While arts supporters had hoped for a greater financial commitment from the administration, the increases are viewed as significant and symbolic of the president’s support. At the National Endowment for the Arts, chairman Rocco Landesman, a former Broadway producer, has said he would like to resume making grants to individual artists — a practice that was ended during the culture wars of the 1990s. But with the NEA budget well below its 1992 high-water mark of $176 million, the agency is likely to hold off for the time being.

In pressing for a restoration of funding, Americans for the Arts, a leading advocacy organization, has emphasized the economic impact of the arts and culture sector, which today employs nearly six million people at a hundred thousand nonprofit art groups — up from just seven thousand half a century ago. Federal funding helped fuel that growth, said AfA president and CEO Robert Lynch, by leveraging additional public and private support for the arts. “It’s been so successful over the past fifty years,” said Lynch. “It’s good business sense for there to be a bigger investment.”
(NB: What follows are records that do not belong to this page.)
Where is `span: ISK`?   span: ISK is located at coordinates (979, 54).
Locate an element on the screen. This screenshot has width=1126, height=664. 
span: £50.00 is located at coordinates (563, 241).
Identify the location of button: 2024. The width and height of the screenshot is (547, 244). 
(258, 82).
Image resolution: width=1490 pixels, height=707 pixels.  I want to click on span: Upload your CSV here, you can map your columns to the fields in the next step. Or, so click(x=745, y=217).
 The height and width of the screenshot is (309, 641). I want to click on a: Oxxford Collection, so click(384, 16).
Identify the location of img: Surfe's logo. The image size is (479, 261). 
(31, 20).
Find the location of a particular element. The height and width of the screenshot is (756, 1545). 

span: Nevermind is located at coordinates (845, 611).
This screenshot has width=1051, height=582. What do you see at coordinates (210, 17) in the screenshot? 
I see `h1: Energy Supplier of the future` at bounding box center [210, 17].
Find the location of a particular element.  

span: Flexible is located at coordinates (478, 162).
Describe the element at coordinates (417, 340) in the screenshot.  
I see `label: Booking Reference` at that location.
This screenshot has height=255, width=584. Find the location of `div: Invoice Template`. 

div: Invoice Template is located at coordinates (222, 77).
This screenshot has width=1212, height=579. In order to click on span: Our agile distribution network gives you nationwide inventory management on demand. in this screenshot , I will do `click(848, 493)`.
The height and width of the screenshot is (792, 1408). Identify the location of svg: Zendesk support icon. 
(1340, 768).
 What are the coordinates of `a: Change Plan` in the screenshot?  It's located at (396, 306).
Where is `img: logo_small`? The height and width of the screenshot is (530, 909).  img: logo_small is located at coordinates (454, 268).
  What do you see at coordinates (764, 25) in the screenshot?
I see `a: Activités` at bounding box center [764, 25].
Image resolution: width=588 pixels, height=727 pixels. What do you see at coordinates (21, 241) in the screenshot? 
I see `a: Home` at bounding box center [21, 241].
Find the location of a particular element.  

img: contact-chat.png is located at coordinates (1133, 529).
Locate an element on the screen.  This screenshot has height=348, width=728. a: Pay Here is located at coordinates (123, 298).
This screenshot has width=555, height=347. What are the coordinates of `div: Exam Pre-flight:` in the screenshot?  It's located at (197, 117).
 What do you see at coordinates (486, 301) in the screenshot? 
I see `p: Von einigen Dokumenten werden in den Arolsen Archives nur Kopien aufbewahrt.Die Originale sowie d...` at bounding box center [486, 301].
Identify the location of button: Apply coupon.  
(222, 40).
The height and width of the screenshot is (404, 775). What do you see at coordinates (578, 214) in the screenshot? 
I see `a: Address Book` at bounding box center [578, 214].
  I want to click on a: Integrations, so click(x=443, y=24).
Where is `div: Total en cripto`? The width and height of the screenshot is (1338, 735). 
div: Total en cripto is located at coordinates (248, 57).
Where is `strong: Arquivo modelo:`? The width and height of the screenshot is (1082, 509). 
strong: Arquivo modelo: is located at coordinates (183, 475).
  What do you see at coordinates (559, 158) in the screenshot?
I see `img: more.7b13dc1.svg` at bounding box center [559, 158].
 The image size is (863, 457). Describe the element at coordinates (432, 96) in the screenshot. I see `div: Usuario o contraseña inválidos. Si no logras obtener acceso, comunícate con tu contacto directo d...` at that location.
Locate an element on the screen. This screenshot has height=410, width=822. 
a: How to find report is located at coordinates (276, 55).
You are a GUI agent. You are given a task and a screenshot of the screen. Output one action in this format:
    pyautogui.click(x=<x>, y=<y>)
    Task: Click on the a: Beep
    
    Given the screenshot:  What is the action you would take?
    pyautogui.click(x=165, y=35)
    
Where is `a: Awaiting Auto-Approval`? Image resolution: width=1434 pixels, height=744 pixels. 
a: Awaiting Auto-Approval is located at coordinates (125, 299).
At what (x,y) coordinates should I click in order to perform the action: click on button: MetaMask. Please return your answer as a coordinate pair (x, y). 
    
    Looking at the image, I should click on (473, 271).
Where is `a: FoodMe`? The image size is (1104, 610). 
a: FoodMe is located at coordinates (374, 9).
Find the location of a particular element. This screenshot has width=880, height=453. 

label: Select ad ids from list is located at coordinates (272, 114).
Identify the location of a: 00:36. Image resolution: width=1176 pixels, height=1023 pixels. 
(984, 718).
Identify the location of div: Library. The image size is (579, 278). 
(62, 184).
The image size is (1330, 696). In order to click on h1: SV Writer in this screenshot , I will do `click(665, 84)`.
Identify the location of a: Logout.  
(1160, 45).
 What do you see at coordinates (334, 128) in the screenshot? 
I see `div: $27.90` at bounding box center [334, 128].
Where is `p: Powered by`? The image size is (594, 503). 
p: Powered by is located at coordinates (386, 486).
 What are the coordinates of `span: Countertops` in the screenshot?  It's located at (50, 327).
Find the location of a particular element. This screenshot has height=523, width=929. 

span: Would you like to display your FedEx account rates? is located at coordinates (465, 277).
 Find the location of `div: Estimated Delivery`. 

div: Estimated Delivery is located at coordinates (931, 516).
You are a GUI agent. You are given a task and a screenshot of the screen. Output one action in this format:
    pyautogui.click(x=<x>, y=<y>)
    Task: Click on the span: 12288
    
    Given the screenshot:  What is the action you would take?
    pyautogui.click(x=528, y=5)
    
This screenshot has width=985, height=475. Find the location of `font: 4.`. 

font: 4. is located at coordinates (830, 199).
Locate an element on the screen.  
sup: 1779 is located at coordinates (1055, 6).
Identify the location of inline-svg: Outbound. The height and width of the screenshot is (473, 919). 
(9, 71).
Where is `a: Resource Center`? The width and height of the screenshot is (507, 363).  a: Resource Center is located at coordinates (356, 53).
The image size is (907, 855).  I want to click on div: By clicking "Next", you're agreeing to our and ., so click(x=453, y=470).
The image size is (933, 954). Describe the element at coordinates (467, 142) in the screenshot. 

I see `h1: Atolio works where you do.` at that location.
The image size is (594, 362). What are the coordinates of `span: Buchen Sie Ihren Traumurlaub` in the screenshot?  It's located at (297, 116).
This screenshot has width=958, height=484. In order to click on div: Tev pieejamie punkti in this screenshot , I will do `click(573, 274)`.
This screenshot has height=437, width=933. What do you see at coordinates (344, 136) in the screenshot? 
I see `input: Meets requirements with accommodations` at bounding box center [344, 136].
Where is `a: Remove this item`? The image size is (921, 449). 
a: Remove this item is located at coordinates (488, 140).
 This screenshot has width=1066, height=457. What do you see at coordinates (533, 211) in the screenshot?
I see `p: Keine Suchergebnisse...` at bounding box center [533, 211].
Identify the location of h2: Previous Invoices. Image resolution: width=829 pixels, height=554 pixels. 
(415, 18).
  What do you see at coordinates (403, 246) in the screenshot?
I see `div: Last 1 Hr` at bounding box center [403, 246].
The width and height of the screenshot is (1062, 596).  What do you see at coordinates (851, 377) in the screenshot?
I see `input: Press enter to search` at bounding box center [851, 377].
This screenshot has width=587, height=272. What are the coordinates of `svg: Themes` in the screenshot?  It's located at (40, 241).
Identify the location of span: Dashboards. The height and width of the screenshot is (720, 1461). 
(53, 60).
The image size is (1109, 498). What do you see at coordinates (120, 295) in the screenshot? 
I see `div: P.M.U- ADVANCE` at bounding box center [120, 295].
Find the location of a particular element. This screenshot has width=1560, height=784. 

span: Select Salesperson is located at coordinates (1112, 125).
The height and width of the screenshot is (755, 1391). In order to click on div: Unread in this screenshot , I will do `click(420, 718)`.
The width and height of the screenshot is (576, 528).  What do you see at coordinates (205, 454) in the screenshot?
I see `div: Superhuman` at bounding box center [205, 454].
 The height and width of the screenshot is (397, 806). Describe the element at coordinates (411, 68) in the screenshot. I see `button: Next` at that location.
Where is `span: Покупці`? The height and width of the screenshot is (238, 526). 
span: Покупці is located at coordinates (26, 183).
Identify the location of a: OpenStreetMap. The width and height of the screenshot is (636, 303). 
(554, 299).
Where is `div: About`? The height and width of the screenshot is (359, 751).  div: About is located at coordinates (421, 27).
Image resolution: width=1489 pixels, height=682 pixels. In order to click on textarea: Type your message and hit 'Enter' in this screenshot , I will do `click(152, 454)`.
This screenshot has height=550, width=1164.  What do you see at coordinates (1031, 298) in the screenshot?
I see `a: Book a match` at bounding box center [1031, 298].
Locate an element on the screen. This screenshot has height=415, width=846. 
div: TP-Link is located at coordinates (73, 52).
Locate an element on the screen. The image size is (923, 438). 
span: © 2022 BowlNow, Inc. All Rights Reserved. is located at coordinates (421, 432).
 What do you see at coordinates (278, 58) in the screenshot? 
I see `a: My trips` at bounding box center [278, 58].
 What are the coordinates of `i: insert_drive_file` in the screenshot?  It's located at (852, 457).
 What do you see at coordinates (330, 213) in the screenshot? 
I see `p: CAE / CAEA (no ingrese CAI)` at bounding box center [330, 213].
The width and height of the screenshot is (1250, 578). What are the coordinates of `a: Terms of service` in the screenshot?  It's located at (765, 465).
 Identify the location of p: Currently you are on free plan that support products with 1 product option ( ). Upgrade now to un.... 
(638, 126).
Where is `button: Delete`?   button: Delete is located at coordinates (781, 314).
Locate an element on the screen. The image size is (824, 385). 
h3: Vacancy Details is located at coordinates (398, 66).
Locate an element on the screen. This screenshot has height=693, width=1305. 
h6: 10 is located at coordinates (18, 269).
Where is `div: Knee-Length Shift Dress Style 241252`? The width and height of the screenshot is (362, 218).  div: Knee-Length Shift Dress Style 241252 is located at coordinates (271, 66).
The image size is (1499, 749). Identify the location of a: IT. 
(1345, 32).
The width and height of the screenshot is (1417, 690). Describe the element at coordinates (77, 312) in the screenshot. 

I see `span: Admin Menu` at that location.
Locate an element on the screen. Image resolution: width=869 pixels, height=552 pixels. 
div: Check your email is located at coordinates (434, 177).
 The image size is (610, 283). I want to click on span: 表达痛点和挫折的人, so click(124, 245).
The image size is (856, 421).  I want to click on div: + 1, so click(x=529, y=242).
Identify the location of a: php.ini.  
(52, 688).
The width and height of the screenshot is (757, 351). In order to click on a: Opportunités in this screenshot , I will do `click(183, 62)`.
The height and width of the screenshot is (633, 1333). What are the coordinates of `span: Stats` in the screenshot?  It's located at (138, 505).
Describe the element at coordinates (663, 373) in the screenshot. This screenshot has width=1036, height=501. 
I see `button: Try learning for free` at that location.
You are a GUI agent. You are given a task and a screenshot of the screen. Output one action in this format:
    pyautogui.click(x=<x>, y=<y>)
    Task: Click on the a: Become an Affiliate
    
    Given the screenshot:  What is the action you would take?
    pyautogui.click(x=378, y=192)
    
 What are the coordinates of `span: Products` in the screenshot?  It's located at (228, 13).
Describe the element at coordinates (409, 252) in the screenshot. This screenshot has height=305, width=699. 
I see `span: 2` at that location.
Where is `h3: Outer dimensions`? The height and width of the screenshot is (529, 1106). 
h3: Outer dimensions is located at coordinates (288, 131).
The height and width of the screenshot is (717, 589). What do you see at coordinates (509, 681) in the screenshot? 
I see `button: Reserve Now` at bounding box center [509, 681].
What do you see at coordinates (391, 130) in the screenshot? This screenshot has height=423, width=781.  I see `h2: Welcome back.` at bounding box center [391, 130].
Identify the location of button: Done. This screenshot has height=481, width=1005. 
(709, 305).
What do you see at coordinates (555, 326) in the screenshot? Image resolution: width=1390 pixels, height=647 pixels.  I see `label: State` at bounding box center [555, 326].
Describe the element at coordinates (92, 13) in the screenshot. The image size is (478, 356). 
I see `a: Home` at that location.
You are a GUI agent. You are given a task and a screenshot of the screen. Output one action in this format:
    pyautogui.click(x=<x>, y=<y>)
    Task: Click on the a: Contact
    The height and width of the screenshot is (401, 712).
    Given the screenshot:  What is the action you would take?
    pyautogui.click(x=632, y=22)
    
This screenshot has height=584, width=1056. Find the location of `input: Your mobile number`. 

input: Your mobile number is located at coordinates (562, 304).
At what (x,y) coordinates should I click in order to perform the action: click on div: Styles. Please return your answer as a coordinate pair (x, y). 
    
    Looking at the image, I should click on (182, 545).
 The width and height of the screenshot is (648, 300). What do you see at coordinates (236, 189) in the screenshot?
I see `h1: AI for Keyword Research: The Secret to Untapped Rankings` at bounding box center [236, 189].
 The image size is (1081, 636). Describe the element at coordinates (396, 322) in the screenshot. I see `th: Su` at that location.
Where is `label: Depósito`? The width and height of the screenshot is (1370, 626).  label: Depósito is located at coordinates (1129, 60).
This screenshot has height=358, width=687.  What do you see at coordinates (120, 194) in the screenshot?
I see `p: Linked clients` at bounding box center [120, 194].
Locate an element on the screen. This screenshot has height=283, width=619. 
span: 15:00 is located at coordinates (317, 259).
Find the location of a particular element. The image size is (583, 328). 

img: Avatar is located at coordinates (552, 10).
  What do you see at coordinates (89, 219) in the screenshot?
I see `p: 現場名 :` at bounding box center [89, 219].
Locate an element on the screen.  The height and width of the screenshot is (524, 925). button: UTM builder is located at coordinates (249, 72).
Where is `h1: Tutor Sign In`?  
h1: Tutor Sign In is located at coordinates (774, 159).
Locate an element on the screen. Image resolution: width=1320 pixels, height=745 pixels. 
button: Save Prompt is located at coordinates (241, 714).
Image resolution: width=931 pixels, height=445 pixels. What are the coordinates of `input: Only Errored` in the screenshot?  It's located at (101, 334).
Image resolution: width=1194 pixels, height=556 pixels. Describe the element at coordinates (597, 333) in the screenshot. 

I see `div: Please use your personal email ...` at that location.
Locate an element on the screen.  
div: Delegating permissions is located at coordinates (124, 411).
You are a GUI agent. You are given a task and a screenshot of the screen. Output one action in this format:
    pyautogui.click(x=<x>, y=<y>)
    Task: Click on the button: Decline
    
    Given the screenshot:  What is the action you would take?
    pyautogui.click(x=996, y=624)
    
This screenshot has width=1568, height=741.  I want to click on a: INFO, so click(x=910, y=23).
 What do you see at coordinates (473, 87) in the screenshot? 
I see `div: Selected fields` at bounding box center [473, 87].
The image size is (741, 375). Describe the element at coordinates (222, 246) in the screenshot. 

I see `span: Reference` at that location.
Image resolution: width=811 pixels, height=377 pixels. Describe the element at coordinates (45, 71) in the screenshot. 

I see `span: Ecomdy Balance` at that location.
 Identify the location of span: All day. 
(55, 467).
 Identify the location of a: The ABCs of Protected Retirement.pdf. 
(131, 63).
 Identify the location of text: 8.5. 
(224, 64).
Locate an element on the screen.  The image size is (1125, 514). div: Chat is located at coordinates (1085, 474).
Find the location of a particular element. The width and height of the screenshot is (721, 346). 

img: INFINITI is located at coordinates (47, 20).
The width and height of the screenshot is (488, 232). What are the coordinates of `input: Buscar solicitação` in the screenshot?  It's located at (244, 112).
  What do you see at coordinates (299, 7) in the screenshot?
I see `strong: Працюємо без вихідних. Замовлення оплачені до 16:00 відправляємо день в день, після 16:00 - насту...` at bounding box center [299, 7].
“Capital Culture: Obama Drops Cautious Arts Policy.” Associated Press 12/08/09.

The “Art” of Thanksgiving

Saturday, December 5th, 2009

Last month, DC Commission on the Arts and Humanities invited local DC artists to provide some love to the Sasha Bruce House. This video, from the Commission, highlights their efforts to make the day brighter for a few of the District’s residents.

HIV/AIDS: Voices of Love & Pain #WAD09

Tuesday, December 1st, 2009

In observance of World AIDS Day……Authentic Contemporary Art hosted a forum on Saturday, June 27, 2009 that focused on the role art plays in the prevention and treatment of HIV and AIDS. The forum was held at Artomatic in Washington, DC in recognition of National Day of HIV Testing. The video features members of The Saartjie Project, a performance art ensemble based in DC, sharing poetry on their personal experiences with facing the epidemic among their peers.

See how some of DC’s art community is raising awareness here.